We know of such grants and customers, we need motivated people to help us get the grant.
It is mostly a computational software problem that needs a cheap supercomputer, we believe we are experts at that [1].
We already have two test area's where we are not restricted by laws: the Ukraine battlefield (brimming wit jammers and radar) and a radio silence area LOFAR receiver next to a military low fly zone near a large nature reserve and sea.
We hope to find people through Hacker News who can help us get the funding. Maybe even apply at YC.
Please contact me through my HN profile.
See my other comment below on how passive radar could become a game changer (that got downvoted just because I mentioned it here).
Some nice graphics related to passive radar:
[1] Cheap Wafer Scale Integration Supercomputer https://www.youtube.com/watch?v=vbqKClBwFwI
[2] How The U.S. Will Track EVERY Vehicle from Space: SAR GMTI/AMTI https://www.youtube.com/watch?v=-GTpBMPjjFc
[3] The Insane Engineering of Starlink V3 https://www.youtube.com/watch?v=U6veU66z2TQ
There will be a few false positives from farmers coming to work the fields by our road, or people looking to hike in the nearby forests, etc. but it could be pretty fun nonetheless!
Those have always been good questions to ask, but especially these days.
https://www.silentiumdefence.com.au/our-solutions/space-doma...
but whether they have any connection or are just getting image jacked ... couldn't say.
If you have more than one receiver, the main issue is time sincronisation between the receivers.
Using the two transmitters will complicate things a lot
Halfway in the video he mentions the MIT (or Stanford) course of a professor who recently died. That course is online and has a lot of documentation (much better than this course.
Build Your Own Drone Tracking Radar: Part 1 https://www.youtube.com/watch?v=igrN_wd_g74&t=292s
You can contact me if you want more guidance. For passive radar you can just start with recorded data. I have access to huge amount of recordings on the Ukraine battlefield. Buying or building cheap antennas and radios is not needed for passive radar software development.
Radar was developed during the last two years of WOII, mainly in Boston at MIT and hundreds of companies each building a radar, most were deployed months later to win the war. Development after the war shifted to Silicon Valley, founding Silicon valley and the later chip and software startups decades later.
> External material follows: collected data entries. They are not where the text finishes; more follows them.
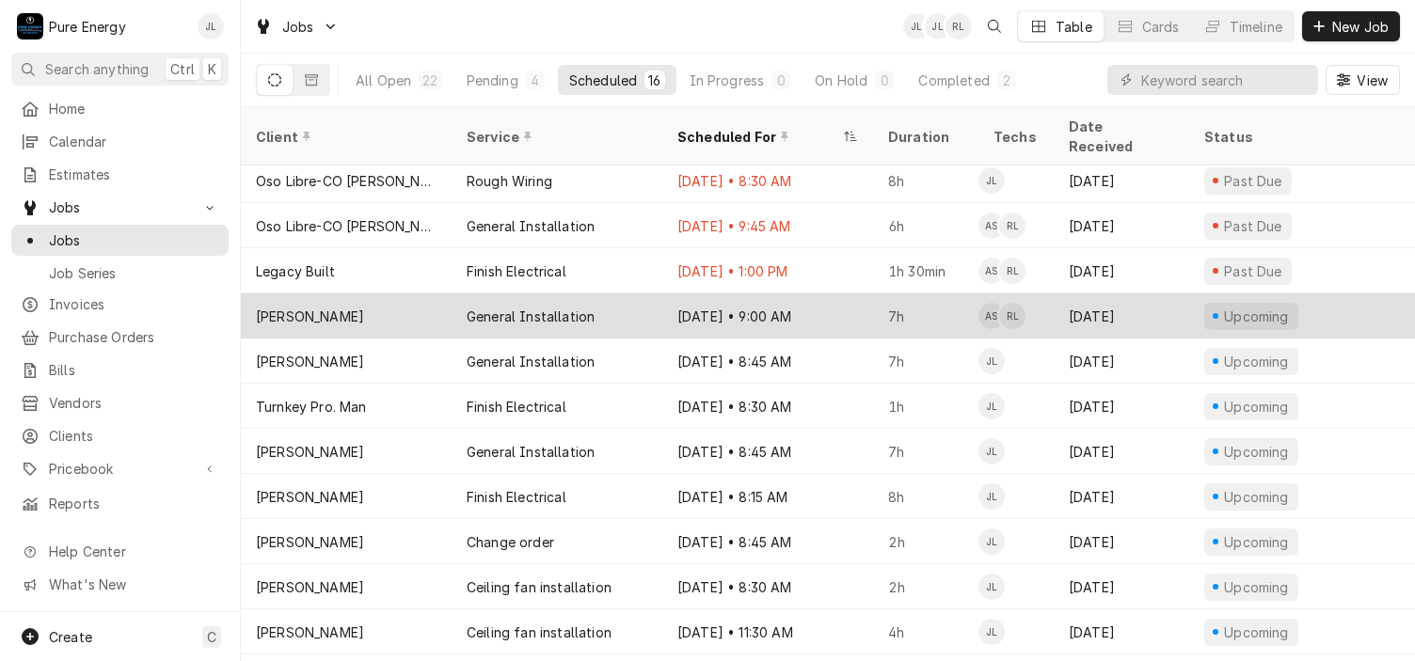 This screenshot has width=1415, height=661. I want to click on div: Legacy Built, so click(295, 271).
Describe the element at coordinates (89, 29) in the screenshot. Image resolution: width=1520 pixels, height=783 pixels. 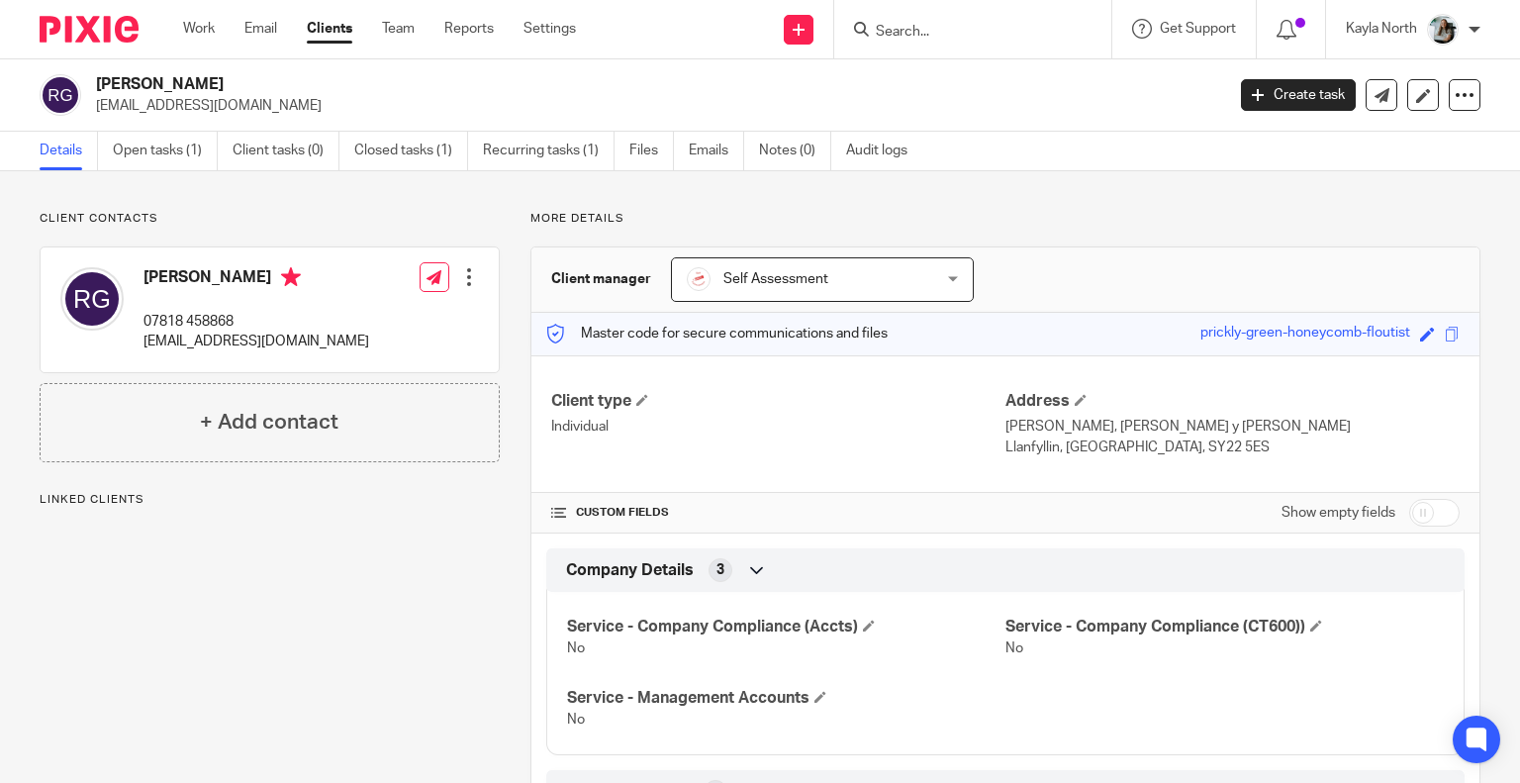
I see `img: Pixie` at that location.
Carl also references Plato's Republic when visiting the actual cave where Plato lived.
Carl also references books classical mechanics but not the book the parent comment mentions but earlier ones like Al-Baghdadi, Cristian Huygens, Galileo, Newton.
Imagine a large number of crowdsourced software defined radio receivers with FPGA's and extremely accurate femto-second timing calibration connected to the internet spaced apart geographically and a distributed supercomputer to do all the realtime calculations. No single country or army would have this detector but everyone could use it for defense. Now imagine the resolution would be accurate enough for detecting planes, drones, birds, people, ground vehicles, ships, fish, insects, wind, tree leaves. We are close, we just need a cheap planetary deployment (like we had with SETI@home) and write better software. I imagine in 10 years we all have a detector, like we all have a smartphone or a router with a firewall. A passive radar in every building for spotting drones above our house and garden.